I have also been re-reading Naomi Klein’s excellent book The Shock Doctrine(2007), recently, as, along with stumplimity, and outbursts of compassion, fear, uncertainty, and joy, I think our current moment is, affectually speaking, marked by the aftermath of shock (Klein speaks of it in reference to psychiatric shock therapy and the use of “shock and awe” as war tactics in the 2003 invasion and occupation of Iraq), as we begin to realize anew just how deeply embedded our psyches and even central nervous systems are by the 24/7 news cycle, our vicarious experience of tragedy, and the various forms of cultural mediation through which we experience the world, including social media self-curation, which tends to set our consciousness and being apart from the representations of ourselves we are presenting.  For me, over time, these processes have resulted in what Freudian psychoanalyst Wilhelm Reich refers to as “character and body armoring”:  learned coping mechanisms of obedience and thralldom that obstruct a more expansive, energetic, spontaneous interaction with ourselves, our world, and our here and now.

To say nothing of sensitivity to our or another’s pain:  last week, for example, with my to-do list far outpacing my now-scattered attention span, and my emotionally-deregulated sensibility causing me anxiety, I instead chose to maniacally clean my house from top to bottom for 8 hours:  the furor of my labors even scared my cat. At the end of the day I sat down and looked at my hands:  they were badly cracked and bleeding from the scrubbing and harsh chemicals, but I largely felt indifference toward my own injuries and the trauma-fueled nature of my frenetic cleaning spree, as they were self-imposed.  They didn’t even feel like my own hands.

Is this the nuclear fallout of what we all came to academia seeking:  a life of the mind?

British writer and journalist Laurie Penny, author of several books including Meat Market: Female Flesh Under Capitalism, and Bitch Doctrine:  Essays for Dissenting Adults, in her recent Wiredarticle “This is Not the Apocalypse You Were Looking For,”writes with great clarity about the awful truth that the most vulnerable among us, whose lives are sacrificed during the pandemic, are not the monied, insured, and protected:  they are the healers and carers, the nurses, doctors, cleaners, and drivers, those “whose work is rarely paid in proportion to its importance.”
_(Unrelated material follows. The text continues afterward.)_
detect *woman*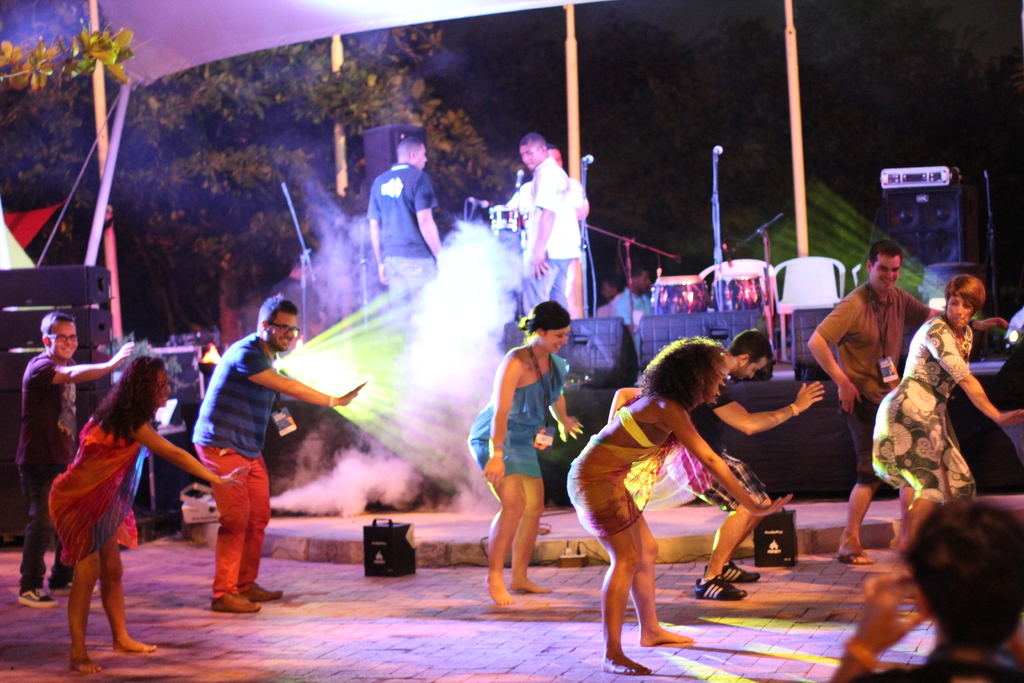
box=[465, 298, 582, 614]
Capitalism, writes Penny (who has also written cogently on related topics of self-optimization, and panic, pandemic, and the body politic, for Wired) “cannot imagine a future beyond itself that isn’t utter butchery,” and that is why, over the last two months, “There has been no vision, because these men never imagined the future beyond the image of themselves on top of the human heap, cast in gold.”  Personally, I don’t want to live in a world where the talking heads of global capital suggest that “a certain amount of brutal death is a reasonable price for other people to pay to protect the current financial system,” yet that is the world I was born into and now inhabit.  But the pandemic cannot be—imagine that!—solved by state-sponsored eugenics, violence, militarism, or any other handy tricks of capitalism to erase the fearful other.

So where does that leave us?

In a similar “desert of the real” that the other writers on this blog have described, and yet, to quote Penny one last time, “The end of the world has never been quite so simple a mythos for women, likely because most of us know that when social structures crack and shatter, what happens isn’t an instant reversion to muscular state-of-naturism. What happens is that women and carers of all genders quietly exhaust themselves filling in the gaps, trying to save as many people as possible from physical and mental collapse . . . emotional and domestic labor have never been part of the grand story men have told themselves about the destiny of the species—not even when they imagine its grave.”

I’m not a necromancer of any kind, even with regard to capitalism’s malaise, but this statement brings me a measure of peace because it’s not in direct opposition to my body’s own intelligence, my mind’s own form of logic, and my multifaceted emotional life, the way capitalism so often is.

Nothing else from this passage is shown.